How do you convert letters into numbers?

Representation in textual analysis

In their recent articles “Text As Data” (Gentzkow, Kelly, and Taddy 2019) argued that any textual quantitative analysis requires three key steps that could be summarized as follow:

  • choose a representation: we transform textual data into numerical data. Formally, we transform $C$, a corpus composed of documents, into a array $W$, which associates a textual value with a numerical value.

  • apply a measure: the aim is then to apply a measure $f$ to $W$ to estimate an unknown research question $Y$.

  • interpretation: interpret the result in a descriptive or causal analysis

In this post, we will focus on the first step, the representation, and we’ll find out what does it means to transform textual data into numbers.

One example

We’ll use first a standard text analysis metric, tf-idf, and then deconstruct the various steps involved in transforming a raw text into a table of quantifiable numerical values. If you’re not familiar with the tf-idf, read this post first.

Let’s use a simple hypothetical corpus of two documents $d_1$ and $d_2$.

doc_id text
text1 This is the first document
text2 This document is the second document

and let’s calculate the tf-idf for each term:

doc_id term tf_idf
text1 document 0.0000000
text1 first 0.1386294
text1 is 0.0000000
text1 the 0.0000000
text1 this 0.0000000
text2 document 0.0000000
text2 is 0.0000000
text2 second 0.1155245
text2 the 0.0000000
text2 this 0.0000000

To estimate the tf-idf, we have made significant transformation of our textual data:

  • Firstly, we have separated each document by the words that compose it.
  • Secondly, we associated each word with a numerical value: its number of occurrences in the document.
  • Only after these two steps we were able to actually apply our tf-idf measure.

These three steps in data transformation could be summarized in the table below:

Step 1 Step 2 Step 3
document 1 0.0000000
first 1 0.1386294
is 1 0.0000000
the 1 0.0000000
this 1 0.0000000
document 2 0.0000000
is 1 0.0000000
second 1 0.1155245
the 1 0.0000000
this 1 0.0000000

The second step here is a key one. A computer doesn’t understand natural language and texts cannot be automatically processed by a computer. It is necessary to convert, somehow, text values into numerical values so that our corpus can be quantitatively analyzed. This is what it is called representation.

We calculated the frequency of each token within each document, and used this frequency to calculate our tf-idf measure. We didn’t apply our measure directly to the raw text, we applied it to a new table (let’s say table $W$) which associates each token with a numerical value, its frequency within each document.

doc_id token n
text1 this 1
text1 is 1
text1 the 1
text1 first 1
text1 document 1
text2 this 1
text2 document 2
text2 is 1
text2 the 1
text2 second 1
text2 document 2

In our $C$ corpus, the documents were raw text. In our new spreadsheet $W$, the documents are now a series of numerical values on which we can carry out some measure (for example, the tf-idf).

To illustrate this, we can slightly transform the presentation of $W$ so that the rows are now the documents, and the columns the unique token of our corpus.

doc_id this is the first document second
text1 1 1 1 1 1 0
text2 1 1 1 0 2 1

The columns represent the vocabulary $V$ of the corpus, i.e. the set of unique tokens in our corpus $C$. Each document (text1 and text2) is represented by a vector of the same length (the size of the vocabulary) and each value i of this vector represents the frequency of the i-th token of the vocabulary within the document. In our example, document 1 is represented by a vector $(1,1,1,1,1,0)$ and document 2 by the vector $(1,1,1,0,2,1)$.

This representation of the corpus is called the bag-of-words representation. This bag-of-words metaphor refers to the documents in the corpus: the document was a rich but unquantifiable text, and now becomes a “bag” into which we have thrown a set of tokens, enabling its quantitative analysis.

The knowledge we lost in representation

References

Gentzkow, Matthew, Bryan Kelly, and Matt Taddy. 2019. “Text as Data.” Journal of Economic Literature 57 (3): 535–74.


▸ Problem to work on
Output the lines of the listing below exactly, starting at the line containing "Where is each" and stopping after the last line, with any pictures dropped.

^^^^^^^^

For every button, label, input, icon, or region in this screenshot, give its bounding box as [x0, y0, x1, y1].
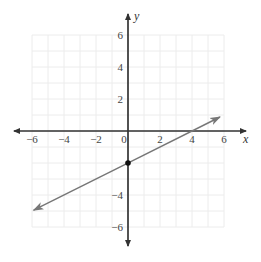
y-intercept-point — [125, 160, 131, 166]
x-tick-label: 4 — [189, 133, 195, 145]
coordinate-plane: −6−4−20246642−4−6 x y — [0, 0, 261, 262]
y-tick-label: 2 — [118, 93, 124, 105]
x-tick-label: −6 — [26, 133, 38, 145]
x-axis-label: x — [242, 132, 249, 146]
y-tick-label: 4 — [118, 61, 124, 73]
line-segment-right — [127, 117, 220, 164]
x-tick-label: 0 — [121, 133, 127, 145]
y-tick-label: −6 — [111, 221, 123, 233]
x-tick-label: −4 — [58, 133, 70, 145]
x-tick-label: 6 — [221, 133, 227, 145]
y-axis-label: y — [133, 9, 140, 23]
plotted-points — [125, 160, 131, 166]
y-tick-label: −4 — [111, 189, 123, 201]
x-tick-label: 2 — [157, 133, 163, 145]
x-tick-label: −2 — [90, 133, 102, 145]
y-tick-label: 6 — [118, 29, 124, 41]
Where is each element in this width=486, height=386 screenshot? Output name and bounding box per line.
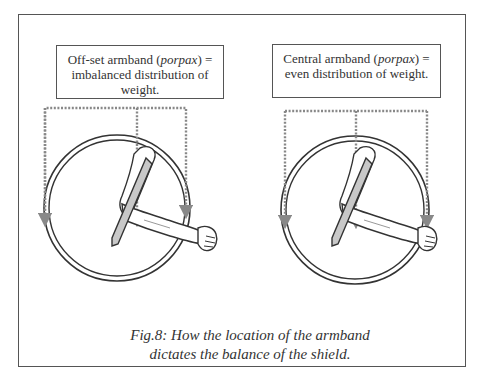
right-shield-diagram	[281, 111, 437, 284]
left-shield-diagram	[44, 108, 217, 281]
caption-line-1: Fig.8: How the location of the armband	[100, 326, 400, 345]
caption-line-2: dictates the balance of the shield.	[100, 345, 400, 364]
figure-caption: Fig.8: How the location of the armband d…	[100, 326, 400, 364]
shield-rim-inner	[49, 140, 185, 276]
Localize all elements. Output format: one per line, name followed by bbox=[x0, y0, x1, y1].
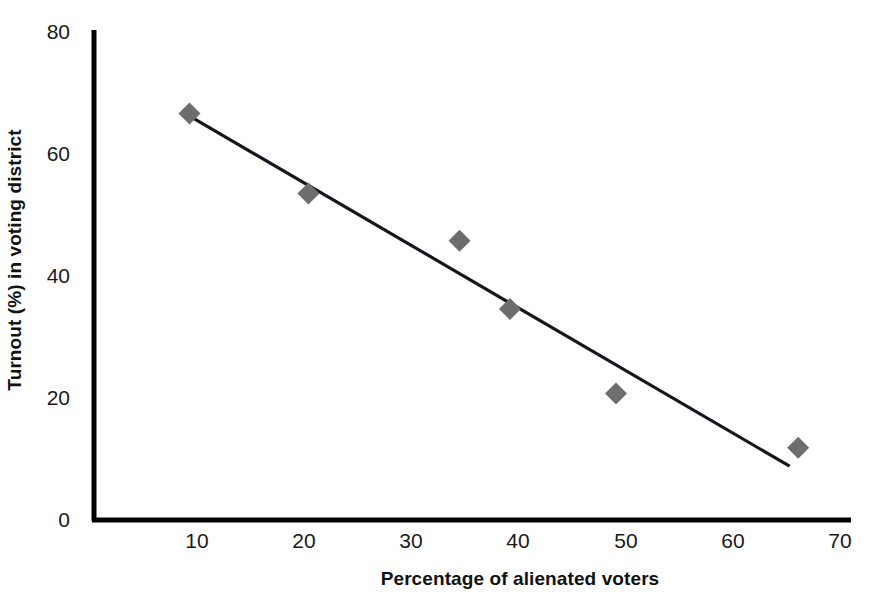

^^^^^^^^

▸ Answer for the task
Where is each element in this width=486, height=386 screenshot? Output name and bounding box per line.
right-shield-diagram	[281, 111, 437, 284]
left-shield-diagram	[44, 108, 217, 281]
caption-line-1: Fig.8: How the location of the armband	[100, 326, 400, 345]
caption-line-2: dictates the balance of the shield.	[100, 345, 400, 364]
figure-caption: Fig.8: How the location of the armband d…	[100, 326, 400, 364]
shield-rim-inner	[49, 140, 185, 276]
Localize all elements. Output format: one per line, name followed by bbox=[x0, y0, x1, y1].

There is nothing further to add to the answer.